Sasfin Holdings Limited

12/02/2021 | News release | Archived content

Forex Daily Market - Oil prices remain near their three-month lows

Today's Talking Point

Oil Update

Analysis: Oil prices remain near their three-month lows this morning as yesterday's initial rebound faltered, leading to a further drop which has seen Brent fall over 20% from its October highs. The benchmark front-month contract is currently trading just below the $70 per barrel mark, with the market waiting to see what happens with today's OPEC+ meeting. The start of the meeting yesterday saw the cartel once again confirm that it estimates that the market will enter a surplus next year, which could average around 3.3mn barrels a day through Q1. The uncertainty surrounding the new COVID variant and its impact on travel was also highlighted, suggesting that the balance of risks remains skewed towards a pause on the supply increases being announced. However, this outcome is most likely priced in already, which suggests that, barring some kneejerk reactions, the announcement may not help drive prices all that much higher. The weaker outlook for oil demand has seen some notable changes along Brent's price structure, with the prompto around 30 cents in backwardation, well below the $1.30 seen a week ago. The spread between the January 2022 and December 2022 contracts, meanwhile, has also narrowed to levels last seen in August, highlighting weakening fundamentals across the foreseeable time period.

Rand Update

The ZAR's recovery was questionable. It happened against the backdrop of disappointing domestic data, highlighting a rising unemployment rate, a narrowing trade surplus, a weak credit cycle, and government finances deteriorating again. Add to that the correction weaker in commodity prices, and there really were no good reasons for the ZAR to stage a recovery. At best, one could argue that the ZAR's recovery was merely a market positioning correction that will soon pass once profit-taking and re-positioning have taken place.

This morning, the ZAR finds itself back above 16.00/dlr after testing the mid15.70s yesterday. As SA enters its fourth wave heading into the December festive season and infections rise rapidly, with the Omicron variant becoming dominant, investors will likely err on the side of caution and refrain from selling the USD just yet. On the contrary, many might prefer to purchase USDs even at these ZAR undervalued levels.

The higher prevalence of the Omicron variant in SA and its rapid spread mean that travel bans will likely persist for a while to come. The first Omicron case has been identified, and it now appears that it is far more prevalent across the globe than first thought. As we await the scientists' studies to know whether this is a more or less aggressive variant, concerns will drive market sentiment and enhance global levels of volatility. The ZAR's behaviour is a case in point. The danger is that we are heading into the end of year festive season domestically, where trading volumes are traditionally much thinner and where volatility can be enhanced.

Bond Update

An outlook for a weak domestic growth cycle remains the core prognosis heading into the festive season and 2022. Various familiar drivers suggest that investors will be looking at a below-trend growth outlook for some time. These include the potential continuation of Eskom load-shedding, the unintended consequences of lockdown policies, constrained employment and income levels, and the risk of further socio-political disorder. Fears regarding the omicron COVID variant will add to the downside risks given that the tourism sector is likely to remain constrained, while households are also a little less likely to spend. The risk of a double-dip recession remains an emerging theme heading into 2022 against this backdrop. However, with many parts of the economy at highly depressed levels already, a deeper catalyst may be needed.

The government remains ill-equipped to help, given its unsustainable debt levels after almost a decade of aggressive deficit spending. At the same time, many of its interventions, such as the implementation of tight labour law and lessening education standards, have led to structural problems well represented in a young population yet shrinking tax and skills base. This leaves the economy's productive base fragile, with FDI and below-par business investment levels still ultimately suggesting that many remain hesitant on putting further skin in the game. Record high levels of youth unemployment suggest that political disorder could remain a feature for decades to come.

This raises some questions over SARB policy, namely whether the SARB will be able to tighten rates at each meeting over the next two years, which would represent around 300bp worth of tightening. This would lump a significant increase in interest costs to the indebted, including the government, and decrease new loan affordability, particularly in the housing sector. The knock-on effects on the property market will likely remain damaging. Increasing the prime rate from 7.25% to 10.25% would result in a more than 20% reduction in affordability on a 20-year mortgage. Weak money supply and private sector credit growth also suggest that inflation pressures will not have much in the way of room to take hold, with demand-side inflation generally the problem that the SARB's monetary policy is intended to solve.

It is also worth mentioning the downside pressure on oil prices, which feeds into the assessment that much of SA's inflation risk at present could have moderated by the end of Q1. If oil and the ZAR hold at current levels, by the end of Q1 2022, oil price inflation will have almost entirely left the CPI index. The net addition to headline inflation will have reduced from over 200bp to a mere 30bp. With core CPI close to the lower end of the SARB target band, this suggests that inflation pressure could be sub-4% before H1 2022 is over.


● **Your goal**: Below are some entries. Copy each line in them that holds "plus".

● **Record excerpts**:
==*==
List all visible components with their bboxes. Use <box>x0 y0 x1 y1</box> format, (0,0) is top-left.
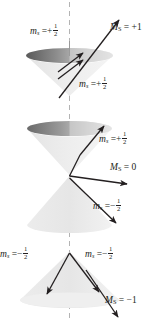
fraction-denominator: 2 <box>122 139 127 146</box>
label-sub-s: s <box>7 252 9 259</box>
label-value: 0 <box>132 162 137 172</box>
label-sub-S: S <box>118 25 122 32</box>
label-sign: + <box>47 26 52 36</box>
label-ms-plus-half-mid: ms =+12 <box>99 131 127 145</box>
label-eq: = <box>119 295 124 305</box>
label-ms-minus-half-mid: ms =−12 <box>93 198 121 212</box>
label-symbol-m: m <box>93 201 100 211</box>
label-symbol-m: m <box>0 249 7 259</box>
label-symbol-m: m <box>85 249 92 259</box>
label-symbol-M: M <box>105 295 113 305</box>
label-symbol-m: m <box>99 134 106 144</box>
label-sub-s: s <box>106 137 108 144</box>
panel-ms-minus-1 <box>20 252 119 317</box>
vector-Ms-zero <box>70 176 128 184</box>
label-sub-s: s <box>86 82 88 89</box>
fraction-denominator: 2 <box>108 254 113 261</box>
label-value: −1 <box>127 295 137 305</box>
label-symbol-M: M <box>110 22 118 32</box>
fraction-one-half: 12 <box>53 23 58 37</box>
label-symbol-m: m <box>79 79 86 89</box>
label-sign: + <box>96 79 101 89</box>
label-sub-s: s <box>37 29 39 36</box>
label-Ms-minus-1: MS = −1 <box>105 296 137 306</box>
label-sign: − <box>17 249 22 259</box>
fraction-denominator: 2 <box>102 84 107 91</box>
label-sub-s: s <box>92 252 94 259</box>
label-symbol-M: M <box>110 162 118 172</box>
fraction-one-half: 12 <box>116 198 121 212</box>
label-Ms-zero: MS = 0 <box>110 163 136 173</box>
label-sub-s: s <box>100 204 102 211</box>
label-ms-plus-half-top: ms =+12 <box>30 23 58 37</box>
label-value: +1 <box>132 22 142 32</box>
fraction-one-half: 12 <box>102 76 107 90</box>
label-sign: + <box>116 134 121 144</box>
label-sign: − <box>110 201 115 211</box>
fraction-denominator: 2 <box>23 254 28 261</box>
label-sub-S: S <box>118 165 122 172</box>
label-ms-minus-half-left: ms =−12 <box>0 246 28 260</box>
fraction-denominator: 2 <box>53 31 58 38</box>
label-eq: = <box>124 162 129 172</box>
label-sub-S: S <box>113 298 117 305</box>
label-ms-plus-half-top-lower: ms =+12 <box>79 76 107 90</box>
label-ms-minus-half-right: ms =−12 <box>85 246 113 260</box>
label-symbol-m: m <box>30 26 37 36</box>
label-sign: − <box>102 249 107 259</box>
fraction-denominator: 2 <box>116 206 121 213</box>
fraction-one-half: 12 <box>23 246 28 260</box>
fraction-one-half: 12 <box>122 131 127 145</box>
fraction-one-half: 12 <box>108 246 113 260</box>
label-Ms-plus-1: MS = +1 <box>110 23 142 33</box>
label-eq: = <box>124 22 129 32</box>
==*==
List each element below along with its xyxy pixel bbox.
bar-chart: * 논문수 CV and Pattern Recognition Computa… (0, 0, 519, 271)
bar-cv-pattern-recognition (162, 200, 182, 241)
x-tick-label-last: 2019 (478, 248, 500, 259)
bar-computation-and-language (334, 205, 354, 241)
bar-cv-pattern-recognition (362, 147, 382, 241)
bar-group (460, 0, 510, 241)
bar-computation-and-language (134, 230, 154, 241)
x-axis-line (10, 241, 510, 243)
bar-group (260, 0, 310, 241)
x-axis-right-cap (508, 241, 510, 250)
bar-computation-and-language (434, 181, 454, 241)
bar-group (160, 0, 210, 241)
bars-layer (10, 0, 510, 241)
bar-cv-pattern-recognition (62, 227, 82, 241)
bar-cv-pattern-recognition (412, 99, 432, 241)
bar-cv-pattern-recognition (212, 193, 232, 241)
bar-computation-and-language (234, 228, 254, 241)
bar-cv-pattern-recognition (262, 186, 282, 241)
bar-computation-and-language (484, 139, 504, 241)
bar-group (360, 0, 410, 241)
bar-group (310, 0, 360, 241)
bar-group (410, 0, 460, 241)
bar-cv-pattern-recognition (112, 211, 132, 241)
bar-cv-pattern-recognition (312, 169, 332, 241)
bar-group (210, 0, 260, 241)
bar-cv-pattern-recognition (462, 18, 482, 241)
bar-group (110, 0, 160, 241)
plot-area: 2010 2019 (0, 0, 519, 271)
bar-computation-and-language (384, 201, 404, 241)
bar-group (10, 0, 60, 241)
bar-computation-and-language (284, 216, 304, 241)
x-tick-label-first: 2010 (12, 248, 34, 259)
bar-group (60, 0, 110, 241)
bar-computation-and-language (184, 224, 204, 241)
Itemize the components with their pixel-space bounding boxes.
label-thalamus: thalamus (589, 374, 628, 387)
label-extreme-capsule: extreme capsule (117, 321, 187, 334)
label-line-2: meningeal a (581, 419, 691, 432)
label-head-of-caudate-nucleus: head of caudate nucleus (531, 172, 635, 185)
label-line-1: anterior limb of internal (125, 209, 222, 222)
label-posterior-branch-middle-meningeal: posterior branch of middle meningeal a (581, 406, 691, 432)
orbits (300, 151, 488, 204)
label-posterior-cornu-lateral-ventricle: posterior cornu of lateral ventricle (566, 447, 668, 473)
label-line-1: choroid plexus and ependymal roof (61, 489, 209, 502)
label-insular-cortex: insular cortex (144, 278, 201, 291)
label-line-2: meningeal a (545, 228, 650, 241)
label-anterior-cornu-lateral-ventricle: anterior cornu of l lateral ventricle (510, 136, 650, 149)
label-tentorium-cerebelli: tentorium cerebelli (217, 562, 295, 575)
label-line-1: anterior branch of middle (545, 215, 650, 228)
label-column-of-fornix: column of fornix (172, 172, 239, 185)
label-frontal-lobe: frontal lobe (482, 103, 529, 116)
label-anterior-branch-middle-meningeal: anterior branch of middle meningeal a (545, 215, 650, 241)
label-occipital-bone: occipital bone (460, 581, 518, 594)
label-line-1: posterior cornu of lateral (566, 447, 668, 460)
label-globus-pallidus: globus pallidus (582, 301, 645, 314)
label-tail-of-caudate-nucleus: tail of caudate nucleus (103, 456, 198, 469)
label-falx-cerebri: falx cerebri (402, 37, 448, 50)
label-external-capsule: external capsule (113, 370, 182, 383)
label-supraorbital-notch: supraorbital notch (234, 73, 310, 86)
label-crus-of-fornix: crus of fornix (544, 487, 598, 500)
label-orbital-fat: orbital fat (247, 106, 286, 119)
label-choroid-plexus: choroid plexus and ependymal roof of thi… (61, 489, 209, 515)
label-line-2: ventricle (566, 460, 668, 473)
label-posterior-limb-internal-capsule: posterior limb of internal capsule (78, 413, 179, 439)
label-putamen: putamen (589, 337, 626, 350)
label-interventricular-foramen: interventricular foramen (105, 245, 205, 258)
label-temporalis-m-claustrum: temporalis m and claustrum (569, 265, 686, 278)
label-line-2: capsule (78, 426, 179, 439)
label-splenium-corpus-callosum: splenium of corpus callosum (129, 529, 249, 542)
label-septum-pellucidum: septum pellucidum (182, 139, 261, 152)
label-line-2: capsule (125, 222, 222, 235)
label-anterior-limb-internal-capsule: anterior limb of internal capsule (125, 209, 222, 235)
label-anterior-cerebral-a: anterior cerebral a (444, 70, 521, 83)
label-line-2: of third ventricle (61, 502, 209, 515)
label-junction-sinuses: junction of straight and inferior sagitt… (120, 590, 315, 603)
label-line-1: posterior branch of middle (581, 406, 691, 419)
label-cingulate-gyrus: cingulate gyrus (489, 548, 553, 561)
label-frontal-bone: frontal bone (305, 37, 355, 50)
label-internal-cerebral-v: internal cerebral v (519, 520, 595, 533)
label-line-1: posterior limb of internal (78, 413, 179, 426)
==*==
● **Answer area**:
label-ms-plus-half-mid: ms =+12 <box>99 131 127 145</box>
label-ms-plus-half-top: ms =+12 <box>30 23 58 37</box>
label-ms-plus-half-top-lower: ms =+12 <box>79 76 107 90</box>
label-Ms-plus-1: MS = +1 <box>110 23 142 33</box>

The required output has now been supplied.